The liberal world order, a euphemism for American global hegemony, is
crumbling at an accelerating pace. While its collapse is tangible, the
outcome of such a collapse remains a matter of speculation and public
debate. The US is desperately seeking to preserve the status quo, which
rests primarily upon recognition of its military supremacy.
For millennia, warfare has been a driving force behind changes in the
geopolitical status of power configurations (whether of peoples, states
or empires), and it remains so, today. Accordingly, short of actual
warfare, the assessment (modeling) of relative military power plays an
inordinate role in the determination of national status.

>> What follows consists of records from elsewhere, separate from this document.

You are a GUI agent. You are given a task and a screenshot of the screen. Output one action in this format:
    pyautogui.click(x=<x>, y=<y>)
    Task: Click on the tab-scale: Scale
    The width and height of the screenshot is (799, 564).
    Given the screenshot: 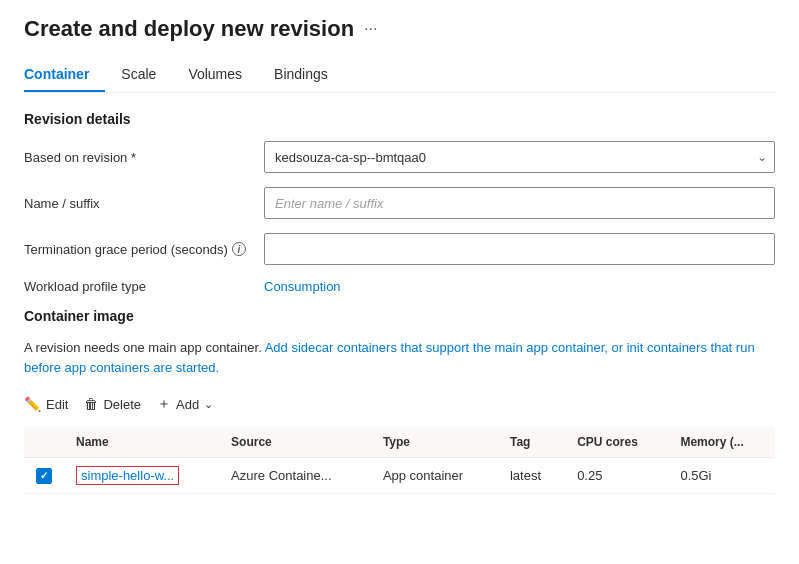 What is the action you would take?
    pyautogui.click(x=146, y=75)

Models of emerging changes in military capability range from relatively
simple to extremely complex ones. Viewing the evolution of the current
system of international relations outside the framework of actual,
rather than propaganda-driven, military capabilities is not only
useless, it is dangerous since states' mistaken assessment of their own
and other states' military power can lead to misadventures and
catastrophic mistakes.
The United States' efforts to preserve not just its dominance but the
perception of its dominance are bound to fail for many important
reasons, none more important than what is often misidentified in past
American military-theoretical hypotheses about the future of warfare,
known generically as the Revolution in Military Affairs (RMA). This book
explains why those hypotheses are failing and will continue to fail, and
addresses the real RMA.
In the end, technological development in weaponry as a response to
tactical, operational and strategic requirements defines not only a
nation's geopolitical status but determines the global order.
Assessments of military capacity, if reality-based, serve as good
predictors of the level of volatility in international relations and the
level of violence globally.
This book gives an insight into the evolution of weapons and the way
they influenced international relations in the 20th and 21st centuries.
It also defines Revolution in Military Affairs as manifested via policy,
politics, and technology. It reviews some models which are useful in
assessing the current geopolitical situation. This book also tries to
give a forecast of the future development of warfare and the ways in
which it is going to change the whole system of international relations,
hopefully towards a new geopolitical equilibrium.